A while back Chief Roger Peterson
explained the old tasers look, and feel much like the handguns.
He said that's how Christofar
Atak ended up getting shot in his back on Labor Day.
Officers were trying to subdue
him outside of Brandywine Apartments in northwest Rochester when
one officer pulled the gun thinking it was the taser.
Atak was in the hospital
for several weeks after the shooting. As far as policy
changes--Captain Pittenger says officers will carry the tasers
on the opposite side of the body from where the handgun is.
- Officer Who Killed Teen
Didn't Hear Call To Use Taser
- Turney Tells Investigator
He Didn't Hear Shouts
August 13, 2003, TheDenverChannel.com
DENVER -- The police officer who shot and killed
a mentally disabled teenager last month reportedly told investigators
he didn't hear anyone telling him to use a Taser stun gun to
disable the boy.
That contradicts the account
given to police by Paul Childs' mother and sister. The relatives
told police that other officers were yelling at Officer James
Turney to, "Tase him, tase him," before he fired four
shots at the 15-year-old.
Childs was shot in the front
doorway of his house on July 5 after his sister called 911 to
report that he was threatening his mother with a knife. Turney
was placed on leave with pay pending the outcome of a police
inquiry.
Transcripts of the police interviews
were expected to be given to Denver District Attorney Bill Ritter,
who will determine whether any laws were broken.

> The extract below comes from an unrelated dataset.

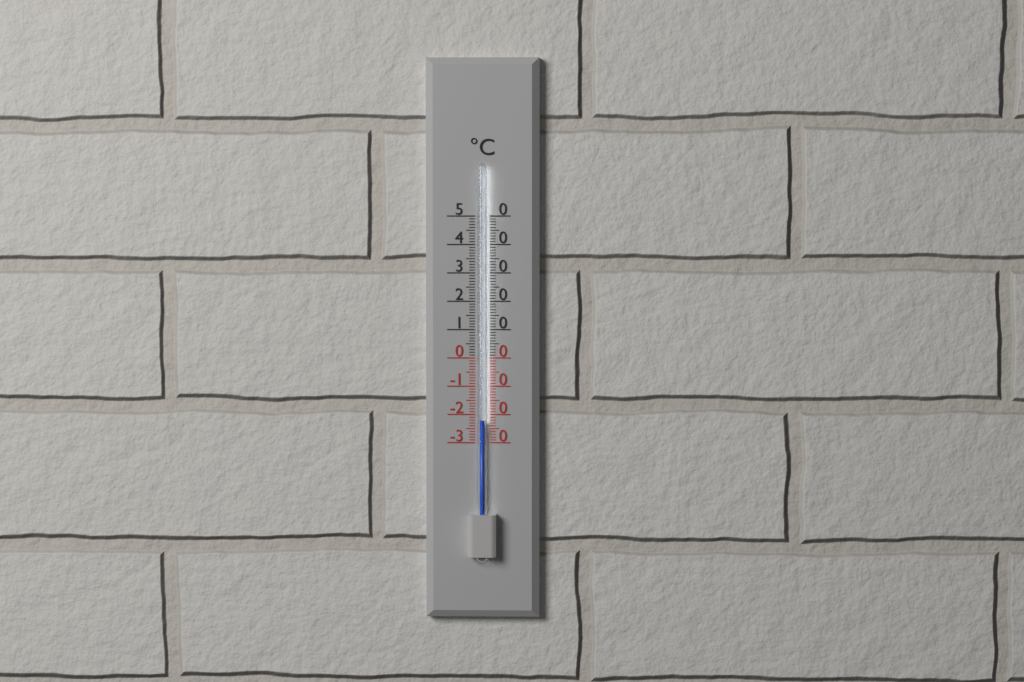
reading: -22 °C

According to the documents
obtained by The Denver Post, Turney said he had his left
foot on the porch and his right foot on the ground, about 5 to
7 feet from Childs, who was in the doorway.
Turney said he told Childs
to drop the knife three to five times but the teen did not respond.
He estimated that he fired his weapon about three to four seconds
after ordering Childs to drop the knife.
"Uh, we told him to drop
the knife. An' at that point he started to advance with the knife
in his hand," Turney told Lt. James Haney of the Crimes
Against Persons Bureau, according to the transcript of the interview.
Turney said that Childs had
taken three to five short, choppy steps toward the door.
Turney said he didn't retreat
because he is not required to do so. He also said he was worried
that, since he had one foot on the porch, he might have fallen
on his back and been vulnerable to attack if he backed up.
Turney's lawyer, Doug Jewell,
who was present during the interview, declined comment.
Helen Childs told police that
her son wasn't acting like himself on the day of the shooting
and that he had torn his room apart the night before.
The week of the shooting he
had been treated at the adolescent psychiatric unit at Children's
Hospital after suffering a seizure on a bus when he failed to
take medication to prevent seizures and treat attention deficit
disorder.
Helen Childs told police that
he had never threatened anyone with a knife before. She said
her son just stood over her with an old, dull knife but wasn't
pointing it at her.
She said police arrived about
two minutes after her daughter's 911 call and ordered everyone
out of the house.
She recalled four officers
with their guns drawn on her porch, one with his foot in the
door and one yelling for a Taser gun to be used. She said she
saw the red laser lights for aiming the weapons.
The interviews also reveal
that Turney and Childs had met before, as 7NEWS Investigates
first reported.
A month and a half before the
shooting, Turney said he and his partner attempted to pat down
Childs while investigating an attempted bicycle theft.
Childs was handcuffed after
he tried to pull away. Turney and his partner drove Childs home
to his mother, who reportedly told police she had trouble raising
her son.
Turney said he recognized Childs
on the day of the shooting as the teen he had returned to his
mother.
It is still not known if Turney
knew that Childs was mentally disabled.